WHAT YOU SHOULD DO
Among the entries that follow, find the lines containing the string "Blog" and copy them.

*** Opening DATA ***

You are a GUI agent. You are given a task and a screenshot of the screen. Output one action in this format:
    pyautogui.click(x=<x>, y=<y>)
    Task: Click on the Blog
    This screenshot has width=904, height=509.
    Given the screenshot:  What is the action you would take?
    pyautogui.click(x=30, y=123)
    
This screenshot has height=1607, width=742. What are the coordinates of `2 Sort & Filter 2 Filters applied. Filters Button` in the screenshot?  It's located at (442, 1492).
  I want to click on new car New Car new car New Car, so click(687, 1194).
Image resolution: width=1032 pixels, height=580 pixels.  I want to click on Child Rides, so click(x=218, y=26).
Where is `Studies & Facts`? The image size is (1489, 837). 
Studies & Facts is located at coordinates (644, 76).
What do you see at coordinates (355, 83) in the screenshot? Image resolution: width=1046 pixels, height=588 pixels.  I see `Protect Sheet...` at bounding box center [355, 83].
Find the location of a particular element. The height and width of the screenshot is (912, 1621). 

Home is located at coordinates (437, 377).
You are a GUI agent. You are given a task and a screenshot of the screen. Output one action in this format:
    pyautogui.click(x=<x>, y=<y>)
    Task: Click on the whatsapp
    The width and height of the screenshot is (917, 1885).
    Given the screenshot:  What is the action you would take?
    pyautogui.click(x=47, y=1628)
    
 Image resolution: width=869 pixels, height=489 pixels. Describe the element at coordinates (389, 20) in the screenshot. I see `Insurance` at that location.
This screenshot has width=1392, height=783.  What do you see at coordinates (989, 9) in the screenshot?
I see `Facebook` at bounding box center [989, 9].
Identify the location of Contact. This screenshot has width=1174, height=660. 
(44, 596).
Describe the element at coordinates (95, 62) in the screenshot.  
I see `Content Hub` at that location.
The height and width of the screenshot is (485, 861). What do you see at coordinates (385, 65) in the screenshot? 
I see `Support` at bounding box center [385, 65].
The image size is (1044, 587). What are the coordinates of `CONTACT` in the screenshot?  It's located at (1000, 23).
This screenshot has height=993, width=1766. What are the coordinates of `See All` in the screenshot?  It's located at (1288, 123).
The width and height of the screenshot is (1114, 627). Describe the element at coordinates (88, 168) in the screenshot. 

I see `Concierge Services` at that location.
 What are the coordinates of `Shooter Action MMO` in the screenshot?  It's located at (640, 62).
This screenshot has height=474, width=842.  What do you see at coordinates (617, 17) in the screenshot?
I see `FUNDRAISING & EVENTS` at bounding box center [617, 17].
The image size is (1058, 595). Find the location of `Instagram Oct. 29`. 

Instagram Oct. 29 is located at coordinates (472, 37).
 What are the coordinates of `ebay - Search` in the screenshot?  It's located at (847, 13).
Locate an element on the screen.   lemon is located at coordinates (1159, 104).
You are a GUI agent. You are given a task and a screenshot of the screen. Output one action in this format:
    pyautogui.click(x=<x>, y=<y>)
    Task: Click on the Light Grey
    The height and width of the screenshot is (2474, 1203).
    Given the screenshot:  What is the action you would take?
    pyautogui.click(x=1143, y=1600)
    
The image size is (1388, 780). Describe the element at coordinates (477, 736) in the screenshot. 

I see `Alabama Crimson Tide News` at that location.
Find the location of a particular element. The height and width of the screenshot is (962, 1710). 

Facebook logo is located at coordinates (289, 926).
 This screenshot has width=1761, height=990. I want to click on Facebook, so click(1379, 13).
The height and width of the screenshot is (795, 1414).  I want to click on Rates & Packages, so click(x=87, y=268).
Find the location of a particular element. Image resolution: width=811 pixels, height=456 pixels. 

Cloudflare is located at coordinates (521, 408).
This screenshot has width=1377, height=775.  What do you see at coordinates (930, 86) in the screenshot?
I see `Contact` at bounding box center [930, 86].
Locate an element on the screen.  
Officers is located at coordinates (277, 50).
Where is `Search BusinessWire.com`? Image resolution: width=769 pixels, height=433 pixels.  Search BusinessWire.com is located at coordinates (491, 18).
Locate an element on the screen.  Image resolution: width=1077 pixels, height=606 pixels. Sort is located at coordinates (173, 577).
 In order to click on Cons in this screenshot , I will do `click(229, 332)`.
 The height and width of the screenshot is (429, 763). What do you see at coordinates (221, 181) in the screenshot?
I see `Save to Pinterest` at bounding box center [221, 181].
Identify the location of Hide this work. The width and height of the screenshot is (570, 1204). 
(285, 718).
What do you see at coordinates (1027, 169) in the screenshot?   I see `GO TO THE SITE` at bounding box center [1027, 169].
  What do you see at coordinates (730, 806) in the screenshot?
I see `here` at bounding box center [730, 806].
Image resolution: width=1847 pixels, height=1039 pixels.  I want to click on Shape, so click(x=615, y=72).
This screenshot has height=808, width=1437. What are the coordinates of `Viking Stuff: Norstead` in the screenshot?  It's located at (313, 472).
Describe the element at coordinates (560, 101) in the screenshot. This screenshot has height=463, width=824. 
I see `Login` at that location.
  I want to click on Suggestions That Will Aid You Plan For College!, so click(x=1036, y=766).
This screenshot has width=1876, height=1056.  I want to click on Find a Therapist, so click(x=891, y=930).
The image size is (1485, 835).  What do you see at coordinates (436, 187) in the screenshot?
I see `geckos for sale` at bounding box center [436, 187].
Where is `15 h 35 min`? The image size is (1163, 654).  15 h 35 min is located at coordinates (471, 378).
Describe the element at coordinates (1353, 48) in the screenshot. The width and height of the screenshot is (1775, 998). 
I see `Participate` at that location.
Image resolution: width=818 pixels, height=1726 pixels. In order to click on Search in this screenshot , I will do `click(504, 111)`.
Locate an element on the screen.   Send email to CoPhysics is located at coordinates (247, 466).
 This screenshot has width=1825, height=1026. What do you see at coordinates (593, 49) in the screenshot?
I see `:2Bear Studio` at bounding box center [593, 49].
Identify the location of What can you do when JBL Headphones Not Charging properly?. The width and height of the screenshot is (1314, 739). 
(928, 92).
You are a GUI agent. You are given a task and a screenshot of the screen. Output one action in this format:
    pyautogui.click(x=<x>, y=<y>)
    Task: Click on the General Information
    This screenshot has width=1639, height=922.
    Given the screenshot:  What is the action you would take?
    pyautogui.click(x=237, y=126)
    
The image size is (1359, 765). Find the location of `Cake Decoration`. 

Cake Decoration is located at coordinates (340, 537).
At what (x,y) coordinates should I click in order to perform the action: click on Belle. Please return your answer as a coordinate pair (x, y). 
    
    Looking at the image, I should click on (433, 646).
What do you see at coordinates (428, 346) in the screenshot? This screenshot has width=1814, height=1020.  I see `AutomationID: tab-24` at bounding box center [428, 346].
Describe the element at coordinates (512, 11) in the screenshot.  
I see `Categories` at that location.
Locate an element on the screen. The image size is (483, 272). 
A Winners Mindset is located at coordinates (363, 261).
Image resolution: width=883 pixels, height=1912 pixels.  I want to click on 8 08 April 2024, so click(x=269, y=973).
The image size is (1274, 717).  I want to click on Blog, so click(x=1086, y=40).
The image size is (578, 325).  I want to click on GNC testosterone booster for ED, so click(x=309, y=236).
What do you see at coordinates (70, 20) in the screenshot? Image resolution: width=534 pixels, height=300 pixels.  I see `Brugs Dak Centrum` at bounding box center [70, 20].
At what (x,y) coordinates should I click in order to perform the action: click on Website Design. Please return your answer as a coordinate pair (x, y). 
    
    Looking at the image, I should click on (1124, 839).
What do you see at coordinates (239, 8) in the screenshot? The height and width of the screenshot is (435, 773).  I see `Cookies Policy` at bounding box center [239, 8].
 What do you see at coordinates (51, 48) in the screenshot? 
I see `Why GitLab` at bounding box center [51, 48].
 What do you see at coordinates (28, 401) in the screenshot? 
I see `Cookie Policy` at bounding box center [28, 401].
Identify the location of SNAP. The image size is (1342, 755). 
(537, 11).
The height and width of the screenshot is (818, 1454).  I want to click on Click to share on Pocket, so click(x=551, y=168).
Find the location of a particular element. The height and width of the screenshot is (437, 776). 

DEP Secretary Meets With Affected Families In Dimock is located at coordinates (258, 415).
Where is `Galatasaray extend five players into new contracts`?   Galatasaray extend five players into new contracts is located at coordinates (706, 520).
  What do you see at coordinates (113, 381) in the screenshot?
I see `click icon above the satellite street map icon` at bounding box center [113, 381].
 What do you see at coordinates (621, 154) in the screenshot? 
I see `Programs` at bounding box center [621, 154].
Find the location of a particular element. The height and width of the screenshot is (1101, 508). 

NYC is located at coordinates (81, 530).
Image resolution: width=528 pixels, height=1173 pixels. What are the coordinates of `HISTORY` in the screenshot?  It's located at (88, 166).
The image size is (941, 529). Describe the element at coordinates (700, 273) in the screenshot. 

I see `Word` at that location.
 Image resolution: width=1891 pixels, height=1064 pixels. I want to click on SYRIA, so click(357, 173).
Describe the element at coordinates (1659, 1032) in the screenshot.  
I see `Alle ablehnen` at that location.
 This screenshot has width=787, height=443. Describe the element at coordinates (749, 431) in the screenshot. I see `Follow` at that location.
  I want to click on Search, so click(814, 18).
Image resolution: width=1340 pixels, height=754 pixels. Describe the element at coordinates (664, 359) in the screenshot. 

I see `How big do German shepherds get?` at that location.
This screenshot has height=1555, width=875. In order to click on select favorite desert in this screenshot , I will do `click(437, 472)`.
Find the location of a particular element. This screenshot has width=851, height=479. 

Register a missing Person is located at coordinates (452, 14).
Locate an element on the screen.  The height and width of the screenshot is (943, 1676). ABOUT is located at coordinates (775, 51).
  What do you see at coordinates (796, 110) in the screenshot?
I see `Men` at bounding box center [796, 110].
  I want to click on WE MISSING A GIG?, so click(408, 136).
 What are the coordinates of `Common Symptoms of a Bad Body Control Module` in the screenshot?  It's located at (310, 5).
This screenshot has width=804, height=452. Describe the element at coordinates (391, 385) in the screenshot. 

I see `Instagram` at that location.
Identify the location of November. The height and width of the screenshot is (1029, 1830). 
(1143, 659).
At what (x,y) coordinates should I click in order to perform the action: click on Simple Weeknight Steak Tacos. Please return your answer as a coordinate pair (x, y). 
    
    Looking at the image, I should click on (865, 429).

*** Closing DATA ***

EXPECTED ANSWER
    Task: Click on the Blog
The image size is (1274, 717).  I want to click on Blog, so click(x=1086, y=40).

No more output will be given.